"Well," said Hugh, "if you are trapping, you want to get to your traps just as early in the day as you can see. Many a man has saved a beaver by doing that. You see, a beaver often gets caught when it's going home just before daylight, and it takes him some little time to thresh around and twist his feet off."
"Why, of course, rising in the morning is all a habit," said Mr. Clifford. "It's just as easy to get up at one hour as it is at another. In India, where, on account of the heat, we slept through the middle of the day, we used to get up before light, always."
"Well, Henry," said Hugh, "Jack tells me that there are lots of bear sign down at the pen, and I reckon we better do down and see what happened there." They went down there, and even Hugh was surprised at the amount of sign they found. Not the smallest vestige of the beaver remained, and all about the stick which had been thrust through them the ground was dug up and rooted over, as if the bears had suspected that something was buried there.
"Well, son," said Hugh, "I don't know but we've got more of a contract here than we reckoned on. We'll have to get a fresh bait for to-morrow night, sure. For as many bears as there are here, we ought to be able to catch two or three of them. You run down to the camp and bring up those sticks for the trigger and spindle, that I took down last night, and we'll fix them and set the trap now."
Jack brought the sticks, and some little time was devoted to arranging the trap. The beaver carcass was put on the end of the spindle and firmly tied there; a stake was driven into the ground just behind the bait, to hold in place the point of the spindle. A branch an inch long, standing out from the side of this stake at right angles to it, was smoothed so that the spindle, if pulled on, might easily slip out from under it. Then the other end of the spindle was rested on the bed-stick projecting out six or eight inches toward the mouth of the pen.
"Now," said Hugh, "this fall-log is heavy, and we've got to handle it pretty carefully. We don't want any of us to get caught in our own bear trap." He drove a stout stake into the ground just outside of the front one of the two stakes that were to guide the fall-log, and then, getting a long pole for a lever, the fall-log was lifted, the stake which had supported it was knocked away, and then the fall-log lowered until it was about four feet above the bait-stick. Then leaving Jones to hold the fall-log in position with the lever, Hugh went inside, and, resting one end of the trigger-stick on the portion of the spindle which projected beyond the bed-stick toward the mouth of the pen, he told Jones to lower the fall-log very slowly. Jones obeyed instructions, and after raising and lowering it several times, the fall-log and the spindle were held apart by the trigger-stick, and so delicately balanced that it looked to the boys almost as if a breath would disarrange them and bring the heavy fall-log down.
"There," said Hugh. "Now let's get out of this as quick as we can. I'm hungry and want something to eat." And indeed it was time that they should eat, for in their earnestness to set the trap the noon hour had long passed.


Try it –
What follows are records. Restate all of them word for word.

Exercise data –
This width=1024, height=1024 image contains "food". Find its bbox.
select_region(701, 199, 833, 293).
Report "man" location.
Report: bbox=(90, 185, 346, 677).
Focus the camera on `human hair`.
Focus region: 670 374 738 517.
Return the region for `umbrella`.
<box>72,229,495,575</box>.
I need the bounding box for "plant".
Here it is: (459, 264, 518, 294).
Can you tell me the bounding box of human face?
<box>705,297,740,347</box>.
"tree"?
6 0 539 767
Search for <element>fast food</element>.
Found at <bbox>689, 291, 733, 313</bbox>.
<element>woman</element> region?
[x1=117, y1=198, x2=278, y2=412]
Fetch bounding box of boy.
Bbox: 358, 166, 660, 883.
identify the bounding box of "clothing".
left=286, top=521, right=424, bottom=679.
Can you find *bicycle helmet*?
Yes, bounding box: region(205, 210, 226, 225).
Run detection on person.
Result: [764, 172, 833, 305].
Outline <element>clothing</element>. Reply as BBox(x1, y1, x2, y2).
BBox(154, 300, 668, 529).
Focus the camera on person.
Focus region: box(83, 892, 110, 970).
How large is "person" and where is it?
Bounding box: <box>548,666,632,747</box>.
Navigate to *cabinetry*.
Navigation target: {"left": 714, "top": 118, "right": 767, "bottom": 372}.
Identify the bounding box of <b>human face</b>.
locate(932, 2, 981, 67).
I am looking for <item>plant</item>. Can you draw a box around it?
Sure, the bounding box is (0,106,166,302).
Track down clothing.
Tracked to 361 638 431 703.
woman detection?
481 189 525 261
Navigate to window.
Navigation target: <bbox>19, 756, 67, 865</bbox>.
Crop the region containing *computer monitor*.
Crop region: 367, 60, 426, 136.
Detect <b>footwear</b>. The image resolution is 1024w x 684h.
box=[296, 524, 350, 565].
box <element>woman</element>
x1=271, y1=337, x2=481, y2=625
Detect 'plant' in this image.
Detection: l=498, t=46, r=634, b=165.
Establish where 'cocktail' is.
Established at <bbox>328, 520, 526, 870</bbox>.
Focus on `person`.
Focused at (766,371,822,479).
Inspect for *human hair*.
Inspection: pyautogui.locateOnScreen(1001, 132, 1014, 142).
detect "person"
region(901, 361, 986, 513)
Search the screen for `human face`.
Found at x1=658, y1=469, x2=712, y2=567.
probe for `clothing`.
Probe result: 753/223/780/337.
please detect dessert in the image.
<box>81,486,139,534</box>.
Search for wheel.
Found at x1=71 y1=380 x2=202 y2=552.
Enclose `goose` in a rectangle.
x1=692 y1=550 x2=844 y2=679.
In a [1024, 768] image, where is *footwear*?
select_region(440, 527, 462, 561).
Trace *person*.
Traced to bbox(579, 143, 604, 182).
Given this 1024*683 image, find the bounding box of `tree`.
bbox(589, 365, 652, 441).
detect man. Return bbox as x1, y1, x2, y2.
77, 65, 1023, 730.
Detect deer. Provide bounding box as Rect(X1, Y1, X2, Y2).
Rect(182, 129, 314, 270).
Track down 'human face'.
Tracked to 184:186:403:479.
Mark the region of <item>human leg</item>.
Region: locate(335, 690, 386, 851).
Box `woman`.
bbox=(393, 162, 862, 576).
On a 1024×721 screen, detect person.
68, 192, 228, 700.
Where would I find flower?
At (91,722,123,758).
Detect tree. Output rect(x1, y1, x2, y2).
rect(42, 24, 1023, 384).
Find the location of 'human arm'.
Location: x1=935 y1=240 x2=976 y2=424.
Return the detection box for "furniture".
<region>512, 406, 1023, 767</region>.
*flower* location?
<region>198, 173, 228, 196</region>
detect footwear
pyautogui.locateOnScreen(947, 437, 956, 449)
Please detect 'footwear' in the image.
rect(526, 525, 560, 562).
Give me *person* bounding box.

Your response –
This width=1024, height=1024 image contains "food". Find its bbox.
select_region(701, 199, 833, 293).
Report "man" location.
Report: bbox=(90, 185, 346, 677).
Focus the camera on `human hair`.
Focus region: 670 374 738 517.
Return the region for `umbrella`.
<box>72,229,495,575</box>.
I need the bounding box for "plant".
Here it is: (459, 264, 518, 294).
Can you tell me the bounding box of human face?
<box>705,297,740,347</box>.
"tree"?
6 0 539 767
Search for <element>fast food</element>.
Found at <bbox>689, 291, 733, 313</bbox>.
<element>woman</element> region?
[x1=117, y1=198, x2=278, y2=412]
Fetch bounding box of boy.
Bbox: 358, 166, 660, 883.
identify the bounding box of "clothing".
left=286, top=521, right=424, bottom=679.
Can you find *bicycle helmet*?
Yes, bounding box: region(205, 210, 226, 225).
Run detection on person.
Result: [764, 172, 833, 305].
Outline <element>clothing</element>. Reply as BBox(x1, y1, x2, y2).
BBox(154, 300, 668, 529).
Focus the camera on person.
Focus region: box(83, 892, 110, 970).
How large is "person" and where is it?
Bounding box: <box>548,666,632,747</box>.
Navigate to *cabinetry*.
Navigation target: {"left": 714, "top": 118, "right": 767, "bottom": 372}.
Identify the bounding box of <b>human face</b>.
locate(932, 2, 981, 67).
I am looking for <item>plant</item>. Can you draw a box around it?
Sure, the bounding box is (0,106,166,302).
Track down clothing.
Tracked to 361 638 431 703.
woman detection?
481 189 525 261
Navigate to window.
Navigation target: <bbox>19, 756, 67, 865</bbox>.
Crop the region containing *computer monitor*.
Crop region: 367, 60, 426, 136.
Detect <b>footwear</b>. The image resolution is 1024w x 684h.
box=[296, 524, 350, 565].
box <element>woman</element>
x1=271, y1=337, x2=481, y2=625
Detect 'plant' in this image.
Detection: l=498, t=46, r=634, b=165.
Establish where 'cocktail' is.
Established at <bbox>328, 520, 526, 870</bbox>.
Focus on `person`.
Focused at (766,371,822,479).
Inspect for *human hair*.
Inspection: pyautogui.locateOnScreen(1001, 132, 1014, 142).
detect "person"
region(901, 361, 986, 513)
Search the screen for `human face`.
Found at x1=658, y1=469, x2=712, y2=567.
probe for `clothing`.
Probe result: 753/223/780/337.
please detect dessert in the image.
<box>81,486,139,534</box>.
Search for wheel.
Found at x1=71 y1=380 x2=202 y2=552.
Enclose `goose` in a rectangle.
x1=692 y1=550 x2=844 y2=679.
In a [1024, 768] image, where is *footwear*?
select_region(440, 527, 462, 561).
Trace *person*.
Traced to bbox(579, 143, 604, 182).
Given this 1024*683 image, find the bounding box of `tree`.
bbox(589, 365, 652, 441).
detect man. Return bbox as x1, y1, x2, y2.
77, 65, 1023, 730.
Detect deer. Provide bounding box as Rect(X1, Y1, X2, Y2).
Rect(182, 129, 314, 270).
Track down 'human face'.
Tracked to 184:186:403:479.
Mark the region of <item>human leg</item>.
Region: locate(335, 690, 386, 851).
Box `woman`.
bbox=(393, 162, 862, 576).
On a 1024×721 screen, detect person.
68, 192, 228, 700.
Where would I find flower?
At (91,722,123,758).
Detect tree. Output rect(x1, y1, x2, y2).
rect(42, 24, 1023, 384).
Find the location of 'human arm'.
Location: x1=935 y1=240 x2=976 y2=424.
Return the detection box for "furniture".
<region>512, 406, 1023, 767</region>.
*flower* location?
<region>198, 173, 228, 196</region>
detect footwear
pyautogui.locateOnScreen(947, 437, 956, 449)
Please detect 'footwear' in the image.
rect(526, 525, 560, 562).
Give me *person* bounding box.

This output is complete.